I think the GTbyCitroen was an awesome move. I was disappointed when it came out that they wouldn't be able to put it into production.
The Tomahawk is not the same thing. Neither is the Chaparral.
They are not the same thing because they won't(?) see a "functioning" model, not even a "functioning as designed" (that is, using an ablation system or a souped up V10) because with the Citroen they slapped a gasoline engine in its body, not much different from the Volks VGTs that had "functioning" prototypes, in other words, they are driveable. But that's because carcasses are usually not the brunt of R&D.
GT did pass safety checks and a bunch of other to be vendable and road legal I suppose.
Note that in all of the above examples, they're cars that actually exist. That's my particular favourite category: cars that exist. Old, new, from any country, road or race. I'm not too picky.
There could be a few reasons for those sorts of situations, actually.
Where are the 60's (or 70's) F1 cars? Where are the V8 Supercars? Modern supercars? Pre-war vehicles?
Returning to my post there's this part:
"By these perspectives every selection that does not include all elements possible to a set will be considered lop-sided and hole-filled by someone somewhere."
Where are the 70/80's NASCARs, Formula Indy from a number of decades and etc.
All (or charitably,
most) elements of the set or else always hole-filled. Unless there's an objective proposition avoiding personal preference on why some characteristics sets are more important/necessary than others.
And you said it yourself, you do know there are "a few reasons for those sorts of situations".
I'll even help it out as it serves to the point below:
Game series developed
in Japan, starting 1996, where at first they modeled
not only from production cars, but scale models, practice that had a drastic shift in the late first decade from the 2000's because of the added preoccupations of model representation fidelity, one aspect of that being interiors which made production times
much slower.
On the topic of lop-sidedness: yes, a game that has a car list where 58% of the garage is from Japan, while Italy and the UK both see 6% shares each is lop-sided. Or, if we'd rather look at years: 72% of GT6's car lineup sits between 1990 and 2009.
So it's lop-sided in relation to an (approximately) even distribution? Be it in terms of country or date.
If we have 200 japanese cars, should we see 200 or so americans cars, 200 or so italian cars, 200 or so german cars? And swedish, and spanish, and indian. Same goes for year of production.
I definetely agree with that.
But
I do know a few good reasons for that sort of situation. And it's somewhat an impossible "problem" to fix. Unless they even it out by just subtracting elements rather than adding, which doesn't seem like a good solution for what it is a "perception of sufficiency" issue and the general design message of representing most types of cars.
https://www.gran-turismo.com/local/jp/data1/products/gt6/carlist_en.html You can see too that majority of new cars added to GT6 are not japanese, so hey, bright days.
And it's sensible to assume that VGTs are not an aggravant to the (lack of) appearance of new "real cars" (manufactured or driven as designed).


Keeping pictures out of the copy, restate each record word for word.

Provided records:
————

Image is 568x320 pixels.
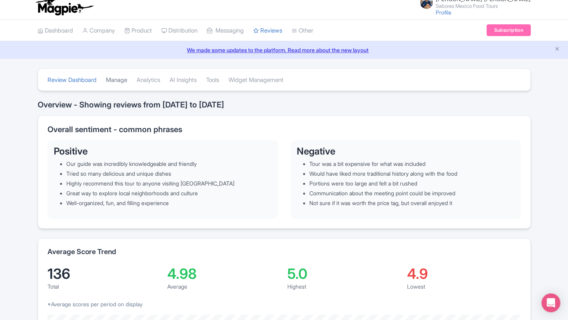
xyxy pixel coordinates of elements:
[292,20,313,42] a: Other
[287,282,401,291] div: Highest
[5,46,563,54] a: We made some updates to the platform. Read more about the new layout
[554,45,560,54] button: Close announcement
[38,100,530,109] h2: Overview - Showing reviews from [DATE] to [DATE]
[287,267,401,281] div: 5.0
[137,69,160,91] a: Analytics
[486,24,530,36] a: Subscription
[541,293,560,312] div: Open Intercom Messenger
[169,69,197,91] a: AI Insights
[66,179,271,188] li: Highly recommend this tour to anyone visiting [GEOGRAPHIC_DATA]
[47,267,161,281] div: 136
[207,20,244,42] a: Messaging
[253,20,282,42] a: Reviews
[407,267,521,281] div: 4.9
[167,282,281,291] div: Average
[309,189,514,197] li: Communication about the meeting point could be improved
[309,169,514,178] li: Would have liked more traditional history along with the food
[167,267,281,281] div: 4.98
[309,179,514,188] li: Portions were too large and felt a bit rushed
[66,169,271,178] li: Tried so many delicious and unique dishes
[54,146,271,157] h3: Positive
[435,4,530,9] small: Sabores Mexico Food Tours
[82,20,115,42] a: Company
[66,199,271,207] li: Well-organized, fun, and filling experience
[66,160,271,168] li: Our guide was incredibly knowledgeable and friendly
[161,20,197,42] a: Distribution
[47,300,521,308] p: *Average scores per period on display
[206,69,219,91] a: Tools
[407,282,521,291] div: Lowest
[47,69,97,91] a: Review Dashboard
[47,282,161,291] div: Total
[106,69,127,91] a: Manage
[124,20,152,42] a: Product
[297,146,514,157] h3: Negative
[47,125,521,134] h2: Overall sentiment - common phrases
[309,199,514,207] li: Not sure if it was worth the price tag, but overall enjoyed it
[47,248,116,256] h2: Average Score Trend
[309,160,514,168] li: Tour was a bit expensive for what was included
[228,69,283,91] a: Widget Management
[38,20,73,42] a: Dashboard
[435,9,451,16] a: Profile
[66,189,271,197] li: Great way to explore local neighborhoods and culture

————

Output of the task:
Image is 568x320 pixels.
xyxy pixel coordinates of elements:
[292,20,313,42] a: Other
[287,282,401,291] div: Highest
[5,46,563,54] a: We made some updates to the platform. Read more about the new layout
[554,45,560,54] button: Close announcement
[38,100,530,109] h2: Overview - Showing reviews from [DATE] to [DATE]
[287,267,401,281] div: 5.0
[137,69,160,91] a: Analytics
[486,24,530,36] a: Subscription
[541,293,560,312] div: Open Intercom Messenger
[169,69,197,91] a: AI Insights
[66,179,271,188] li: Highly recommend this tour to anyone visiting [GEOGRAPHIC_DATA]
[47,267,161,281] div: 136
[207,20,244,42] a: Messaging
[253,20,282,42] a: Reviews
[407,267,521,281] div: 4.9
[167,282,281,291] div: Average
[309,189,514,197] li: Communication about the meeting point could be improved
[309,169,514,178] li: Would have liked more traditional history along with the food
[167,267,281,281] div: 4.98
[309,179,514,188] li: Portions were too large and felt a bit rushed
[66,169,271,178] li: Tried so many delicious and unique dishes
[54,146,271,157] h3: Positive
[435,4,530,9] small: Sabores Mexico Food Tours
[82,20,115,42] a: Company
[66,199,271,207] li: Well-organized, fun, and filling experience
[66,160,271,168] li: Our guide was incredibly knowledgeable and friendly
[161,20,197,42] a: Distribution
[47,300,521,308] p: *Average scores per period on display
[206,69,219,91] a: Tools
[407,282,521,291] div: Lowest
[47,69,97,91] a: Review Dashboard
[47,282,161,291] div: Total
[106,69,127,91] a: Manage
[124,20,152,42] a: Product
[297,146,514,157] h3: Negative
[47,125,521,134] h2: Overall sentiment - common phrases
[309,199,514,207] li: Not sure if it was worth the price tag, but overall enjoyed it
[47,248,116,256] h2: Average Score Trend
[309,160,514,168] li: Tour was a bit expensive for what was included
[228,69,283,91] a: Widget Management
[38,20,73,42] a: Dashboard
[435,9,451,16] a: Profile
[66,189,271,197] li: Great way to explore local neighborhoods and culture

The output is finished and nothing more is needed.